The Mudcat Café TM
Thread #171928   Message #4179482
Posted By: Stilly River Sage
19-Aug-23 - 11:43 AM
Thread Name: Armchair Archaeologist (via Google Earth) pt 2
Subject: RE: Armchair Archaeologist (via Google Earth) pt 2
I recognize the name because the island had a weird role in an odd novel I read (The High Mountains of Portugal by Yann Martel - save yourself the trouble and don't read it, it's just plain odd.)

From your article (it took a couple of tries to fix the link, but I'd seen this myself this week so figured out where it was):
While other Portuguese sugar mills relied on enslaved people solely for manual labor, in the São Tomé sugar plantation system, enslaved people — largely from what are now Benin, the Republic of the Congo, Angola and the Democratic Republic of the Congo — performed nearly all the tasks, from the harvesting and processing of sugarcane to the carpentry and stone masonry needed to build and run the mills.

This made São Tomé "the first plantation economy in the tropics based on sugar monoculture and slave labour, a model exported to the New World where it developed and expanded," the researchers wrote in a new study, published Monday (Aug. 14) in the journal Antiquity.

"The island's plantations were so successful that in the 1530s, São Tomé surpassed Madeira — an Atlantic archipelago that the Portuguese used for their lucrative sugar operations — in supplying the European markets with sugar, and dozens of sugar mills were built." - unpaid labor will do that.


What the task asks → Scan the entries for lines with the word "room" and copy those lines.

Records for this task →
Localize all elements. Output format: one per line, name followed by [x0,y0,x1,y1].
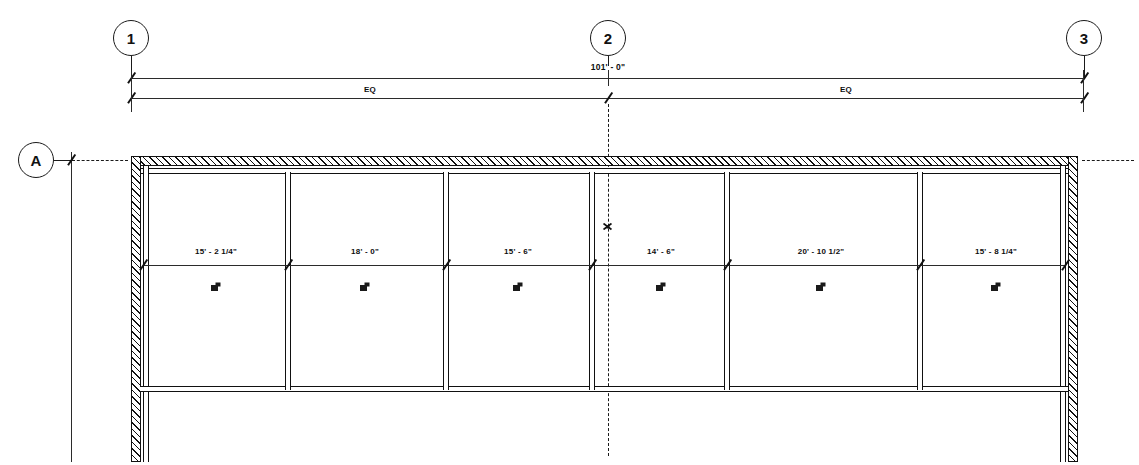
bay-5-dimension-text: 20' - 10 1/2" [798,247,845,256]
exterior-wall-top-liner [140,168,1068,174]
grid-bubble-3[interactable]: 3 [1066,20,1102,56]
room-tag-icon [211,278,222,288]
gridline-A-right [1082,160,1134,161]
grid-bubble-label: A [31,152,42,169]
interior-dimension-line [143,265,1065,266]
interior-wall-bottom [140,386,1068,392]
dim-extension-grid-3 [1083,70,1084,112]
room-tag-icon [991,278,1002,288]
exterior-wall-right-liner [1060,166,1066,462]
grid-bubble-label: 1 [127,30,135,47]
bay-4-dimension-text: 14' - 6" [647,247,675,256]
bay-3-dimension-text: 15' - 6" [504,247,532,256]
bay-2-dimension-text: 18' - 0" [351,247,379,256]
centerline-symbol-icon [603,218,614,227]
grid-A-extension-line [71,152,72,462]
grid-bubble-2[interactable]: 2 [590,20,626,56]
exterior-wall-right [1068,156,1078,462]
partition-wall-2 [443,172,449,390]
room-tag-icon [656,278,667,288]
partition-wall-3 [589,172,595,390]
grid-bubble-A[interactable]: A [18,142,54,178]
exterior-wall-left [131,156,141,462]
partition-wall-4 [724,172,730,390]
grid-bubble-label: 3 [1080,30,1088,47]
room-tag-icon [513,278,524,288]
grid-bubble-1[interactable]: 1 [113,20,149,56]
eq-label-left: EQ [364,85,376,94]
room-tag-icon [360,278,371,288]
partition-wall-5 [917,172,923,390]
bay-6-dimension-text: 15' - 8 1/4" [975,247,1017,256]
room-tag-icon [816,278,827,288]
eq-label-right: EQ [840,85,852,94]
exterior-wall-left-liner [143,166,149,462]
gridline-A-left [72,160,128,161]
dim-extension-grid-1 [131,70,132,112]
partition-wall-1 [285,172,291,390]
bay-1-dimension-text: 15' - 2 1/4" [195,247,237,256]
overall-dimension-text: 101' - 0" [591,62,625,72]
grid-bubble-label: 2 [604,30,612,47]
exterior-wall-top [131,156,1077,166]
overall-dim-center-mark [608,70,609,86]
drawing-sheet: 1 2 3 A 101' - 0" EQ EQ [0,0,1139,465]
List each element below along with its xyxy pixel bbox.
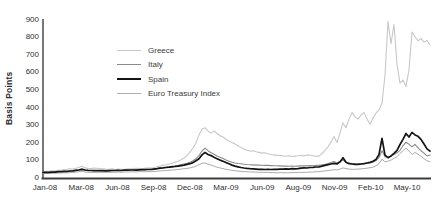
- series-line-spain: [43, 132, 430, 172]
- legend-line-swatch: [117, 78, 141, 80]
- legend-line-swatch: [117, 64, 141, 65]
- legend-line-swatch: [117, 50, 141, 51]
- y-tick-label: 700: [26, 50, 40, 59]
- x-tick-label: May-10: [394, 183, 421, 192]
- y-axis-title: Basis Points: [3, 19, 15, 177]
- y-tick-label: 100: [26, 155, 40, 164]
- legend-label: Spain: [148, 75, 168, 84]
- y-tick-label: 500: [26, 85, 40, 94]
- series-line-greece: [43, 22, 430, 172]
- plot-area: 0100200300400500600700800900Jan-08Mar-08…: [0, 0, 440, 205]
- y-tick-label: 200: [26, 138, 40, 147]
- legend: GreeceItalySpainEuro Treasury Index: [117, 43, 220, 101]
- legend-item: Spain: [117, 72, 220, 87]
- x-tick-label: Feb-10: [358, 183, 384, 192]
- legend-label: Euro Treasury Index: [148, 89, 220, 98]
- x-tick-label: Dec-08: [177, 183, 203, 192]
- y-tick-label: 900: [26, 15, 40, 24]
- legend-label: Greece: [148, 46, 174, 55]
- y-tick-label: 300: [26, 120, 40, 129]
- legend-line-swatch: [117, 93, 141, 94]
- y-tick-label: 600: [26, 67, 40, 76]
- y-tick-label: 400: [26, 103, 40, 112]
- y-tick-label: 800: [26, 32, 40, 41]
- x-tick-label: Nov-09: [322, 183, 348, 192]
- x-tick-label: Mar-08: [69, 183, 95, 192]
- x-tick-label: Jan-08: [33, 183, 58, 192]
- spread-chart: 0100200300400500600700800900Jan-08Mar-08…: [0, 0, 440, 205]
- x-tick-label: Sep-08: [141, 183, 167, 192]
- legend-label: Italy: [148, 60, 163, 69]
- legend-item: Italy: [117, 58, 220, 73]
- legend-item: Euro Treasury Index: [117, 87, 220, 102]
- y-tick-label: 0: [35, 173, 40, 182]
- legend-item: Greece: [117, 43, 220, 58]
- x-tick-label: Jun-09: [250, 183, 275, 192]
- x-tick-label: Mar-09: [213, 183, 239, 192]
- x-tick-label: Jun-08: [105, 183, 130, 192]
- x-tick-label: Aug-09: [286, 183, 312, 192]
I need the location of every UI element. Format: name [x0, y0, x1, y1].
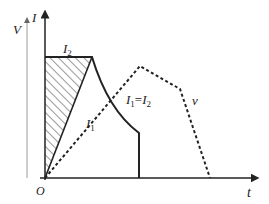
i2-label: I2 [62, 41, 72, 58]
v-axis-label: V [13, 22, 23, 37]
diagram-svg: V I t O I2 I1 I1=I2 v [0, 0, 269, 204]
diagram-canvas: V I t O I2 I1 I1=I2 v [0, 0, 269, 204]
i1-label: I1 [85, 116, 95, 133]
origin-label: O [36, 184, 45, 198]
i1-equals-i2-label: I1=I2 [125, 92, 151, 109]
v-curve-label: v [192, 93, 198, 108]
i-axis-label: I [31, 10, 37, 25]
t-axis-label: t [247, 185, 252, 200]
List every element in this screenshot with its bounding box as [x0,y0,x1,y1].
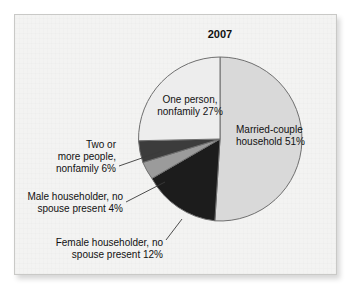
chart-title: 2007 [208,28,232,40]
pie-label-two-or-more-people-line3: nonfamily 6% [56,163,116,174]
pie-label-one-person-nonfamily: One person, nonfamily 27% [157,94,223,117]
pie-label-two-or-more-people-line2: more people, [58,151,116,162]
pie-label-one-person-nonfamily-line1: One person, [162,94,217,105]
pie-label-male-householder-line1: Male householder, no [27,191,123,202]
pie-label-married-couple-household-line2: household 51% [236,136,305,147]
pie-label-married-couple-household-line1: Married-couple [236,124,303,135]
pie-label-male-householder-line2: spouse present 4% [37,203,123,214]
pie-label-two-or-more-people-nonfamily: Two or more people, nonfamily 6% [56,139,117,174]
pie-label-one-person-nonfamily-line2: nonfamily 27% [157,106,223,117]
pie-label-female-householder: Female householder, no spouse present 12… [56,237,164,260]
pie-chart: 2007 Married-couple household 51% One pe… [0,0,364,296]
pie-label-married-couple-household: Married-couple household 51% [236,124,305,147]
figure-root: 2007 Married-couple household 51% One pe… [0,0,364,296]
pie-label-female-householder-line1: Female householder, no [56,237,164,248]
pie-label-male-householder: Male householder, no spouse present 4% [27,191,123,214]
leader-line-female-householder [166,219,182,240]
pie-label-two-or-more-people-line1: Two or [86,139,117,150]
leader-line-male-householder [126,182,165,202]
pie-label-female-householder-line2: spouse present 12% [72,249,163,260]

Exercise result →
room-tag-icon [211,278,222,288]
room-tag-icon [991,278,1002,288]
room-tag-icon [656,278,667,288]
room-tag-icon [513,278,524,288]
room-tag-icon [360,278,371,288]
room-tag-icon [816,278,827,288]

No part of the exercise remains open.